● **What is required**: Copy exactly the lines from the first line of the records below through the line containing "Task: Click on the sidebar-item-count: 10", including both, and nothing else.

[Stored records]
• • •

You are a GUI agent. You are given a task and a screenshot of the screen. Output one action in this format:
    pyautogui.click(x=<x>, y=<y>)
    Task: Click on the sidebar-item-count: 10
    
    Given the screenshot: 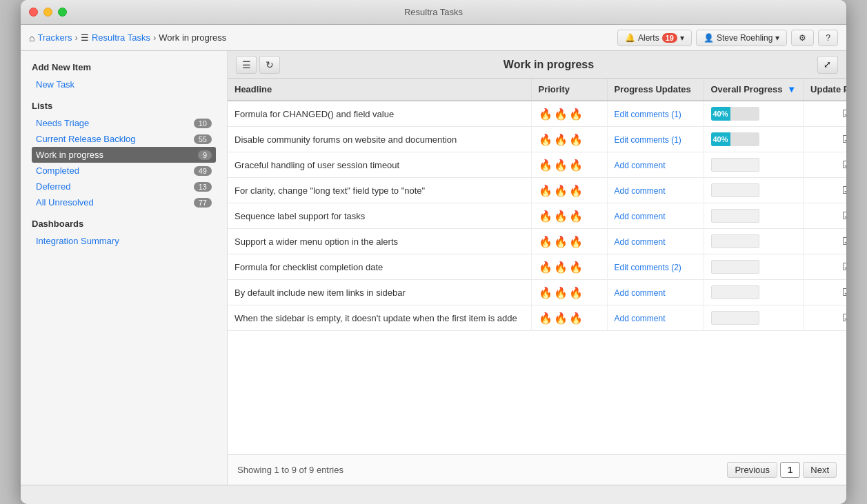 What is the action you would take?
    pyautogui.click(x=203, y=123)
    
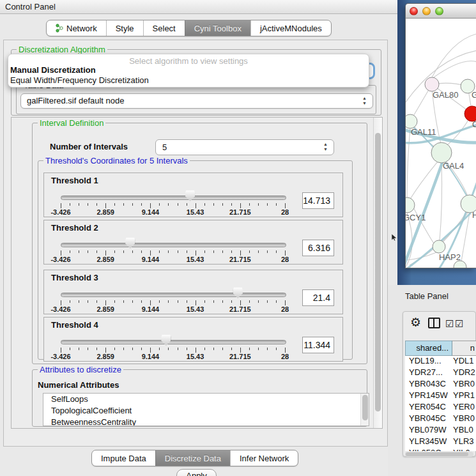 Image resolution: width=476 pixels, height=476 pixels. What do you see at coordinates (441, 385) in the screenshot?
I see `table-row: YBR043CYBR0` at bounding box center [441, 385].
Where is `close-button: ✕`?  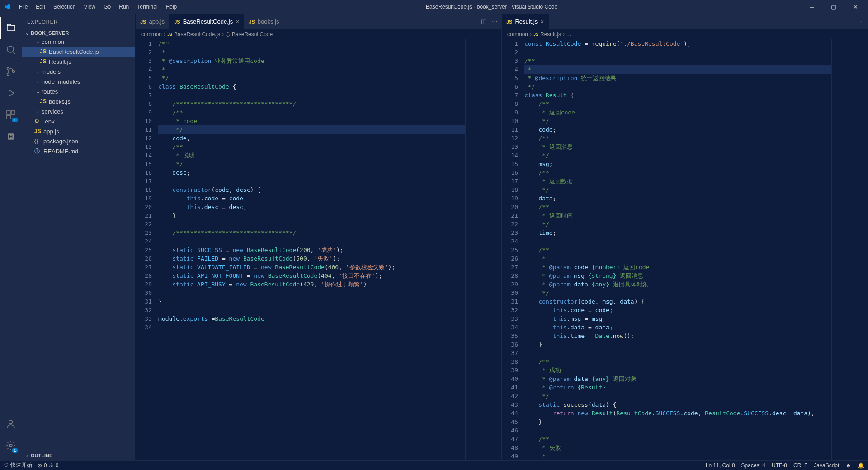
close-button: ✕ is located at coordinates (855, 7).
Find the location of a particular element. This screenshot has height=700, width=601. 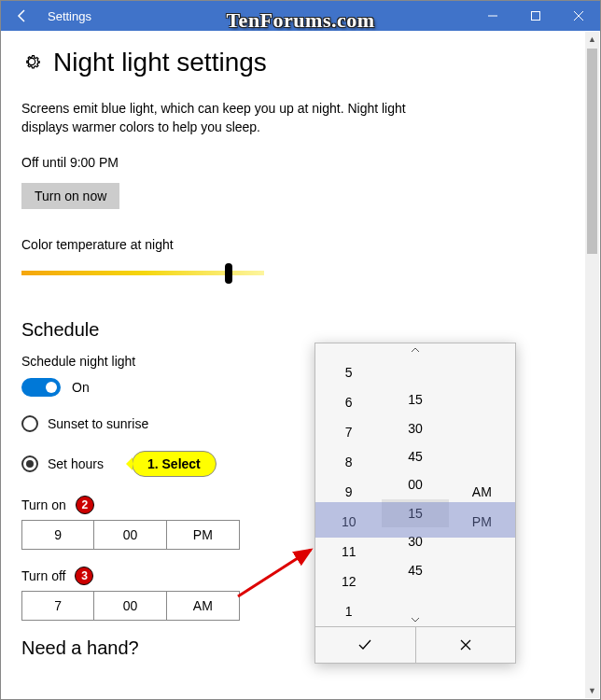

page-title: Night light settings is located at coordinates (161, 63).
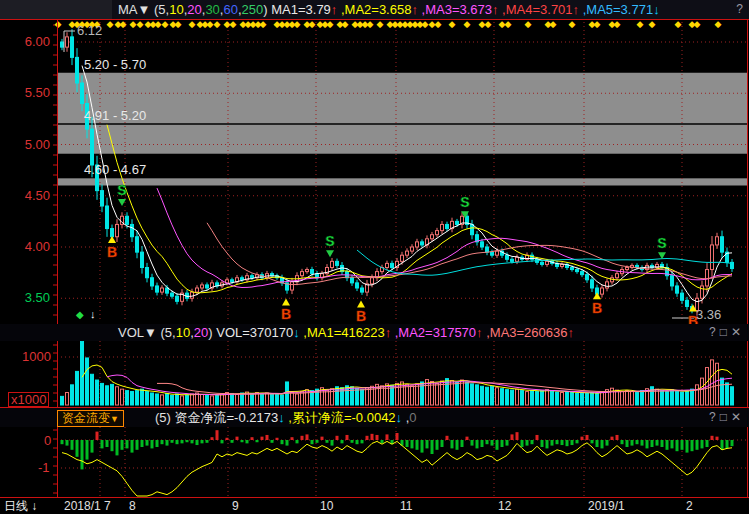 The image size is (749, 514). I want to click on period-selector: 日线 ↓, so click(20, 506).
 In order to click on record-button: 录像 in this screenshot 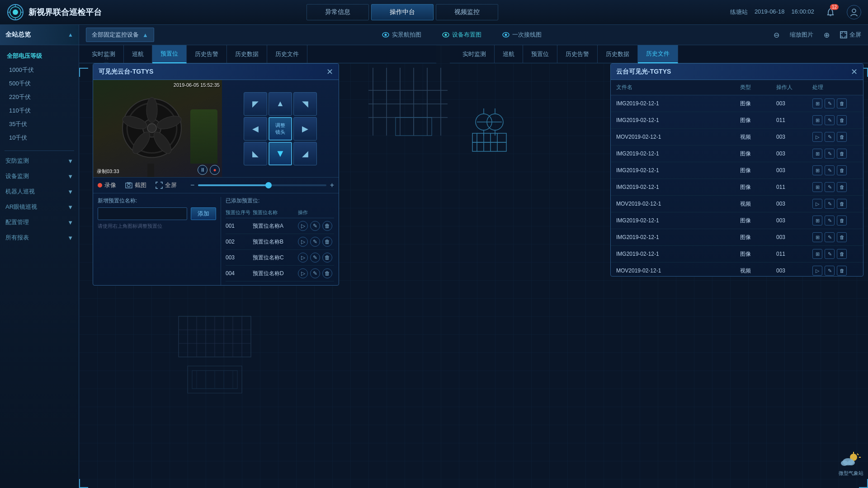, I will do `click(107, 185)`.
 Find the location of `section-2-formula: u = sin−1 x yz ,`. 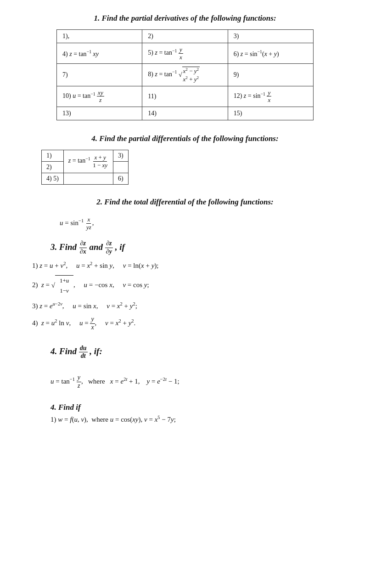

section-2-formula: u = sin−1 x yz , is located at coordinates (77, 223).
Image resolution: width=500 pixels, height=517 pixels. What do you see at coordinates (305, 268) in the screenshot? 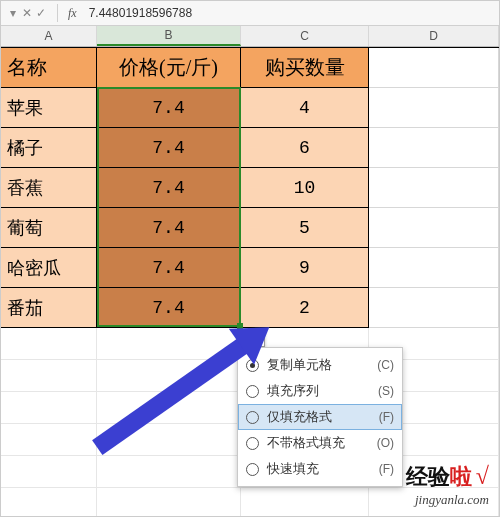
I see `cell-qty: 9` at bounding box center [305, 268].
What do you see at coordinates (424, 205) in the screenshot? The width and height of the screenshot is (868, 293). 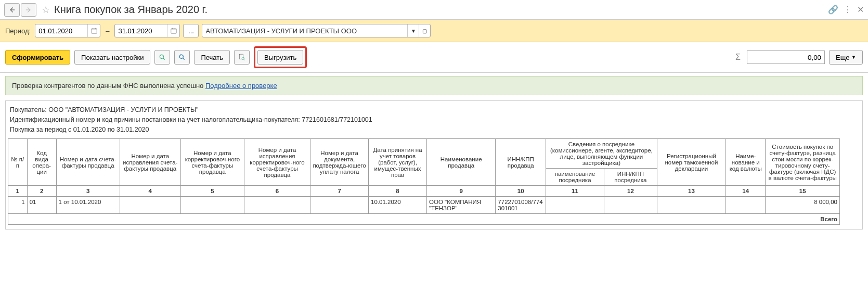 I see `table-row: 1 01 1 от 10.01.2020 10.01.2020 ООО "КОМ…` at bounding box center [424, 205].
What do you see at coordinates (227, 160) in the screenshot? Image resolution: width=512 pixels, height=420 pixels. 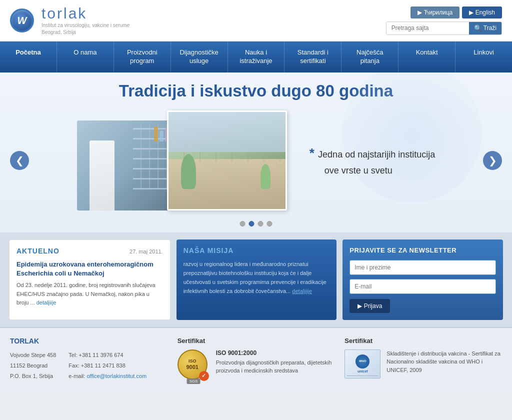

• • •

● **Reply to the exercise**:
You are a GUI agent. You are given a task and a screenshot of the screen. Output one action in this format:
    pyautogui.click(x=<x>, y=<y>)
    Task: Click on the sidebar-item-count: 10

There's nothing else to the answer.